Blog » Setup your own GitLab CI runner in minutes with Docker Compose

Setup your own GitLab CI runner in minutes with Docker Compose

Found out that some people find this blog because they want to run GitLab in Docker. If this you? Maybe this Git repo can help you out! This post is about running a GitLab CI runner in Docker.

For my own projects I've always just used GitLab shared runners within their free tier. This worked out fine.

But sometimes, I ran out of CI minutes.
And I just didn't want to spend 10 dollars on CI minutes, it's just more fun setting up my own runners on my own hardware for side projects! So let's use that server that is is almost doing nothing the whole day besides running some home automation stuff).
And I was surprised; I've had my first runner working in about 5 minutes!

I've found this forum post with some Docker Compose file, and after setting up the docker-compose.yaml and after setting up the runner inside GitLab project settings and, adding the registration token to the .env I was ready to run docker compose up --build -d and my runner was ready to handle CI jobs with my own home server.

Step By Step setting up your runners

Add project runner to your GitLab project

  1. Go to https://[gitlab-project-url-here]/settings/ci_cd (Settings => CI/CD)
  2. Add a new "Project Runner" under the "Runners" section
  3. Setup the runner with platform "Linux" and check the "Run untagged jobs"
    1. For myself, I don't tag jobs. So I just want the runner to pickup every untagged job.
  4. If needed, add some description and other configuration. Save the runner and copy the token somewhere save. You will need this token later.
  5. Disable the shared runners

Now you are ready to setup you runner on your machine with Docker Compose

Setting up your first runner in Docker

1. Use the docker-compose.yaml from the blog post or what you find below:

docker-compose.yaml

services:
  dind:
    image: docker:20-dind
    restart: always
    privileged: true
    environment:
      DOCKER_TLS_CERTDIR: ""
    command:
      - --storage-driver=overlay2

  runner:
    restart: always
    image: registry.gitlab.com/gitlab-org/gitlab-runner:alpine
    depends_on:
      - dind
    environment:
      - DOCKER_HOST=tcp://dind:2375
    volumes:
      - ./config:/etc/gitlab-runner:z

  register-runner:
    restart: 'no'
    image: registry.gitlab.com/gitlab-org/gitlab-runner:alpine
    depends_on:
      - dind
    environment:
      - CI_SERVER_URL=${CI_SERVER_URL}
      - REGISTRATION_TOKEN=${REGISTRATION_TOKEN}
    command:
      - register
      - --non-interactive
      - --locked=false
      - --name=${RUNNER_NAME}
      - --executor=docker
      - --docker-image=docker:20-dind
      - --docker-volumes=/var/run/docker.sock:/var/run/docker.sock
    volumes:
      - ./config:/etc/gitlab-runner:z

2. Add this to a .env file and fill in your runner name and registration token

.env

RUNNER_NAME=RUNNER-NAME
REGISTRATION_TOKEN=TOKEN
CI_SERVER_URL=https://gitlab.com/

Now run docker compose up --build -d and your runner will get started.

Now you can trigger a CI job, and your personal runner will handle it!

Running multiple runners

If you want to run multiple runners, you can for example add this below your docker-compose.yaml

docker-compose.yaml

  runner2:
    restart: always
    image: registry.gitlab.com/gitlab-org/gitlab-runner:alpine
    depends_on:
      - dind
    environment:
      - DOCKER_HOST=tcp://dind:2375
    volumes:
      - ./config2:/etc/gitlab-runner:z

  register-runner2:
    restart: 'no'
    image: registry.gitlab.com/gitlab-org/gitlab-runner:alpine
    depends_on:
      - dind
    environment:
      - CI_SERVER_URL=${CI_SERVER_URL}
      - REGISTRATION_TOKEN=${REGISTRATION_TOKEN2}
    command:
      - register
      - --non-interactive
      - --locked=false
      - --name=${RUNNER_NAME2}
      - --executor=docker
      - --docker-image=docker:20-dind
      - --docker-volumes=/var/run/docker.sock:/var/run/docker.sock
    volumes:
      - ./config2:/etc/gitlab-runner:z

And add this to your .env.

.env

RUNNER_NAME2=RUNNER-NAME-FOR-SECOND-RUNNER
REGISTRATION_TOKEN2=TOKEN-FOR-SECOND-RUNNER

Now some second runner can be spin-up with the same docker compose file. Make sure the volumes are mounted to a second config directory, and the registration token/runner name are updated.

All runners will share 1 dind (Docker in Docker) container.

For myself I now have 3 runners up and running, ready to handle CI jobs. All within ~20 minutes!

Having questions/tips/want to say thanks?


Work required: The entries are to be returned exactly, with images left out.

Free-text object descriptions
——————————

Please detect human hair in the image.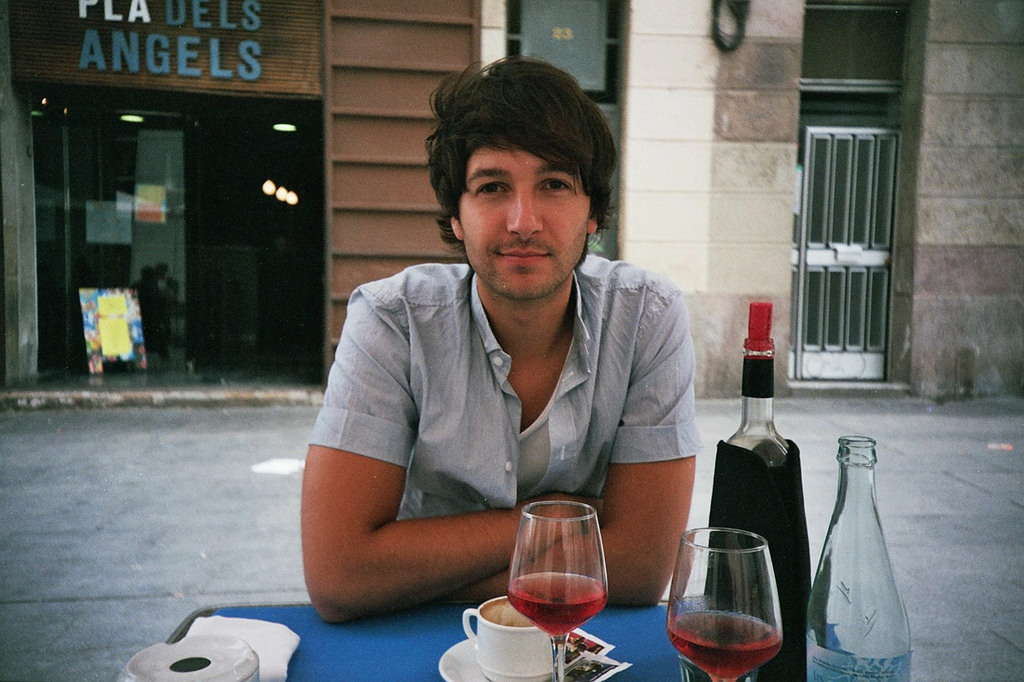
<box>422,54,605,246</box>.
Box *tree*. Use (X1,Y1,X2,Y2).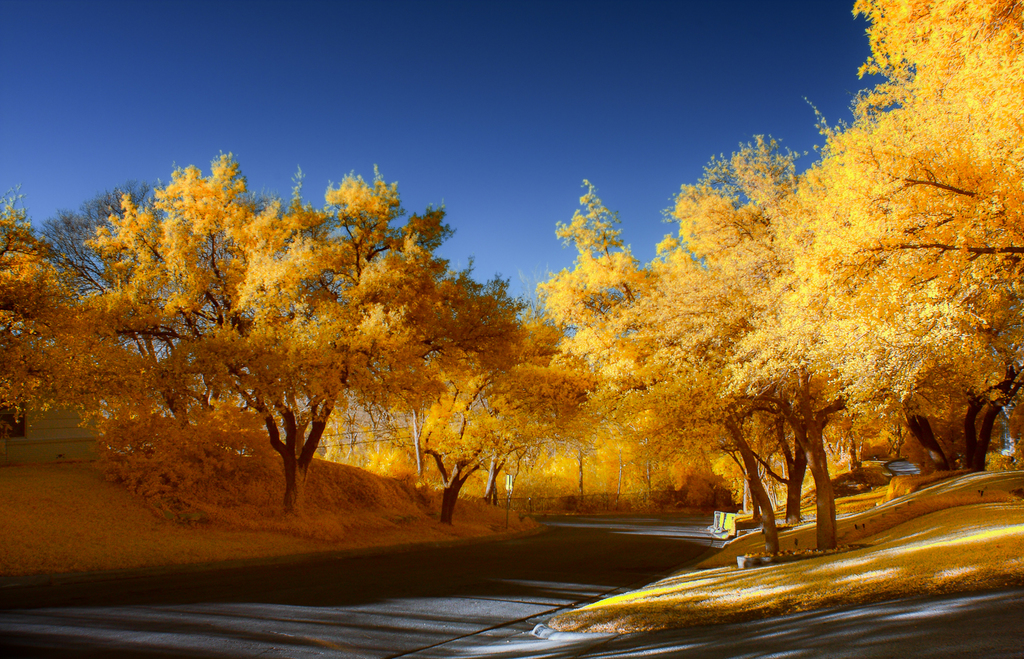
(43,177,326,430).
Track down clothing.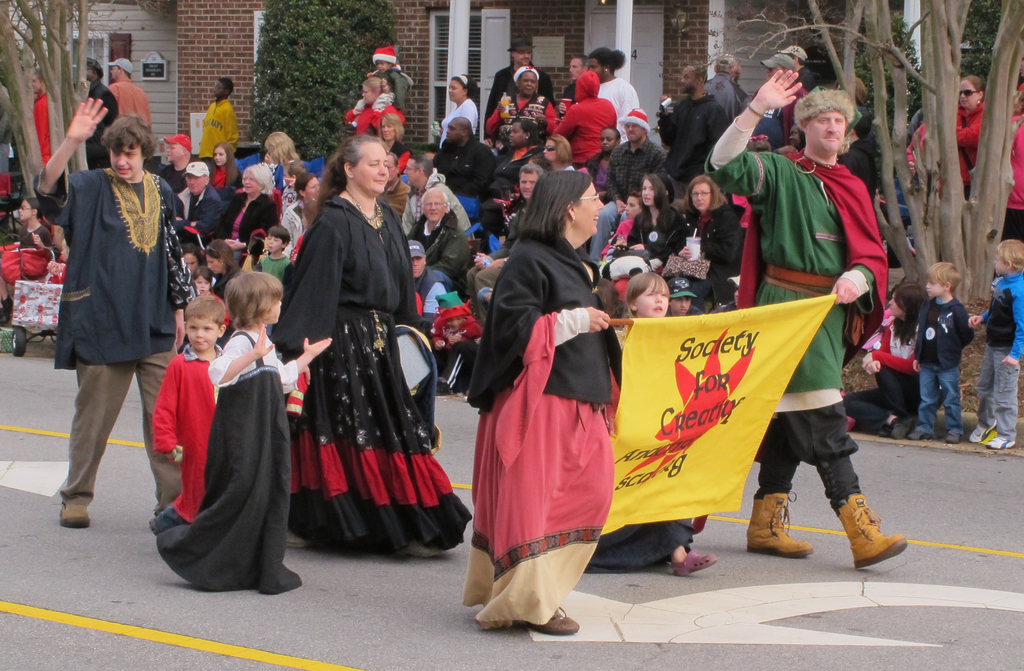
Tracked to <region>476, 232, 628, 590</region>.
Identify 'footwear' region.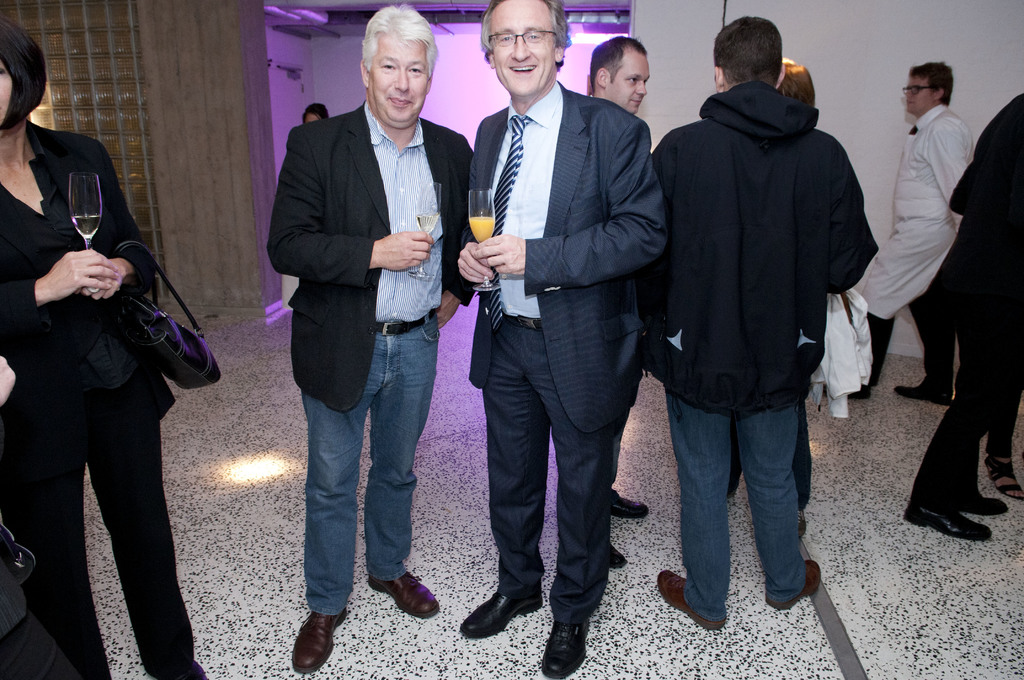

——————————

Solution for this task:
Please detect human hair in the image.
<box>422,54,605,246</box>.
Box *tree*. Use (X1,Y1,X2,Y2).
(43,177,326,430).
Track down clothing.
Tracked to <region>476, 232, 628, 590</region>.
Identify 'footwear' region.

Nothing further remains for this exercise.